Rufu et al. / Nature Geoscience 2017

Relatively recently, planetary scientists have proposed a rather exotic solution to this problem - the so-called "yula planet" hypothesis. In accordance with it, the young Earth had to rotate very quickly and at the same time lie on its side, like Uranus, and the collision with Theia was supposed to slow it down and turn its axis. Such a scenario, in principle, has the right to life, but it is extremely unlikely, which makes planetary scientists look for other options for the birth of the Moon.

Hagai Perets of the Israel Institute of Technology in Haifa and his colleagues proposed an alternative explanation for the absence of differences in isotope fractions in the rocks of the Moon and Earth, suggesting that the companion of our planet could not have formed "in one sitting", but in parts.

Space billiards

If the Earth collided not with one Theia the size of Mars, but with a whole set of small protoplanets, then the speed of rotation of our planet and the consequences of the collision may not be as large as the classical scenario of the formation of the Moon requires. Each time such "mini-moons" hit the Earth, they threw some of its matter into orbit, where it merged with the pre-existing Moon, formed after the first collision.

Guided by this idea. Peretz and his colleagues calculated the consequences of a collision of the Earth with several such "embryos" and checked whether the Moon could grow to its present size and achieve the desired isotope ratio in this way.

As it turned out, such a scenario is indeed possible - the sequential fall and destruction of about 20 small protoplanetary bodies, whose mass is about 1-10% of the mass, will be enough to form the Moon in its present size and with its present composition.
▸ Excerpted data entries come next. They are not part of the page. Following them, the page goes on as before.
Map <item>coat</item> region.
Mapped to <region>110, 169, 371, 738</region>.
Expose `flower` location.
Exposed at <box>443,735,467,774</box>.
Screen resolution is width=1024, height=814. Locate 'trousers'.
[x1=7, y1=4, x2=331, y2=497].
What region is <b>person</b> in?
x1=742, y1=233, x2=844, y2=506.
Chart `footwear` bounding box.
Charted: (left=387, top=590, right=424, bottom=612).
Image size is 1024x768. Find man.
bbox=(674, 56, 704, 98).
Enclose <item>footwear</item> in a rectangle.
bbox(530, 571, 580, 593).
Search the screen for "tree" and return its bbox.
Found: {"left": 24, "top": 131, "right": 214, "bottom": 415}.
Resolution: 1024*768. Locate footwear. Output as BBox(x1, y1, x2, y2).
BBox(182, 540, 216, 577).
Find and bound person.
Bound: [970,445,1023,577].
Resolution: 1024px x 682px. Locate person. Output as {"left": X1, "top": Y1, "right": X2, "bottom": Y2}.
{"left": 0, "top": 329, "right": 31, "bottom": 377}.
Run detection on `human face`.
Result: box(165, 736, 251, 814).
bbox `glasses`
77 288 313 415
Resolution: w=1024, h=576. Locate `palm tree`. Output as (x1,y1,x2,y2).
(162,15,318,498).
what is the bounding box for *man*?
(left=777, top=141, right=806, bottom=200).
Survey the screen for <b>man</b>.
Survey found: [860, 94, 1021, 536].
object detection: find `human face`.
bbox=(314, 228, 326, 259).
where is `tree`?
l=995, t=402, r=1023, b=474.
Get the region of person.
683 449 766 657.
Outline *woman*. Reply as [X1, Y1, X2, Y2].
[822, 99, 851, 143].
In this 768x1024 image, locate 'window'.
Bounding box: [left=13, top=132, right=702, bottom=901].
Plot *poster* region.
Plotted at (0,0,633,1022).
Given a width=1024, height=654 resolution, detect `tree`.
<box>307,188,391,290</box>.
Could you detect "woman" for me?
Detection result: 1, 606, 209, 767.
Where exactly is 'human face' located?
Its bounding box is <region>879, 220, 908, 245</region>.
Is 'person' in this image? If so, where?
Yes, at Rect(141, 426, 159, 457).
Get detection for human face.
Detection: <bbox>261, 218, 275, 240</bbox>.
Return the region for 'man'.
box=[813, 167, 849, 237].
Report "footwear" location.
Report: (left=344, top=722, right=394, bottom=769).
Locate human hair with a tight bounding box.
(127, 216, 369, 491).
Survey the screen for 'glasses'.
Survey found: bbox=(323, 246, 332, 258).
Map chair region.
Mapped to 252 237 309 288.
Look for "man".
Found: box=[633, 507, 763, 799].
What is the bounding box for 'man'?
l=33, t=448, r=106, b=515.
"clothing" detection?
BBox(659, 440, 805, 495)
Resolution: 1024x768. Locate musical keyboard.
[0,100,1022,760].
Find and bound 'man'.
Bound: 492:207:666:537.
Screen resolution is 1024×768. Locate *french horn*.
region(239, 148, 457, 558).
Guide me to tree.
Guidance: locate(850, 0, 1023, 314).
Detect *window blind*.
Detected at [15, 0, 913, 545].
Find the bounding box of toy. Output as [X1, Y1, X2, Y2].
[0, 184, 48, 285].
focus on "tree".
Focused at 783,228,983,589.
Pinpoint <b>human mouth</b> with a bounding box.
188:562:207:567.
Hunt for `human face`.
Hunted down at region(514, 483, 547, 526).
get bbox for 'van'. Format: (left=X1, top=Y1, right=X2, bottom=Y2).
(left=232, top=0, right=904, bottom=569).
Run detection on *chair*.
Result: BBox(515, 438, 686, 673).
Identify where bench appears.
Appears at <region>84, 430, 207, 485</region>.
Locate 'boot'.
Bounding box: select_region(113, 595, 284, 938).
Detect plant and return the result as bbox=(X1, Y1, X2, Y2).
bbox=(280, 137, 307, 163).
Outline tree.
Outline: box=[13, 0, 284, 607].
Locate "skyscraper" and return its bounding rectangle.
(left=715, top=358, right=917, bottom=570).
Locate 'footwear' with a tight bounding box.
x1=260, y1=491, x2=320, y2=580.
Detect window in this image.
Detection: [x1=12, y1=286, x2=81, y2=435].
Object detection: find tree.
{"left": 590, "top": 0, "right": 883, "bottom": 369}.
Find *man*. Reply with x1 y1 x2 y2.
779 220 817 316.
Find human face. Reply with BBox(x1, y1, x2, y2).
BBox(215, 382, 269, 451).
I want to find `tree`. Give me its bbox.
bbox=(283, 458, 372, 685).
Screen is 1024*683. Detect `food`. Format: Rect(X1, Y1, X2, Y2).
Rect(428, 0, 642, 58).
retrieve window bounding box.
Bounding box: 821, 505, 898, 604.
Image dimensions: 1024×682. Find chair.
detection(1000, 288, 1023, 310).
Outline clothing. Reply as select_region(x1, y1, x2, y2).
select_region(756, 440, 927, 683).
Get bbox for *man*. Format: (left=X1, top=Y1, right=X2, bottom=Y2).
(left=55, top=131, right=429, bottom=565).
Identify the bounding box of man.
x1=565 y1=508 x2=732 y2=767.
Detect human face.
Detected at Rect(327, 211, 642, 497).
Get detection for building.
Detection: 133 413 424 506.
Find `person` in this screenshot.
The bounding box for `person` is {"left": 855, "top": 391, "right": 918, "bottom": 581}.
On the other hand, if even one "mini-moon" escapes from the Earth, then the formation of the moon will require a much larger number of planetary embryos.

Such a hypothesis may seem even less realistic than the idea of a "yula planet", but in the first epochs of the life of the solar system, it was inhabited by thousands of large and many small embryos of planets, many of which were "catapulted" into open space or set on a collision course with the Earth and other planets at the moment when Jupiter and Saturn began their movement towards the Sun. It is possible that some of them crashed into the proto-Earth and gave birth to the Moon.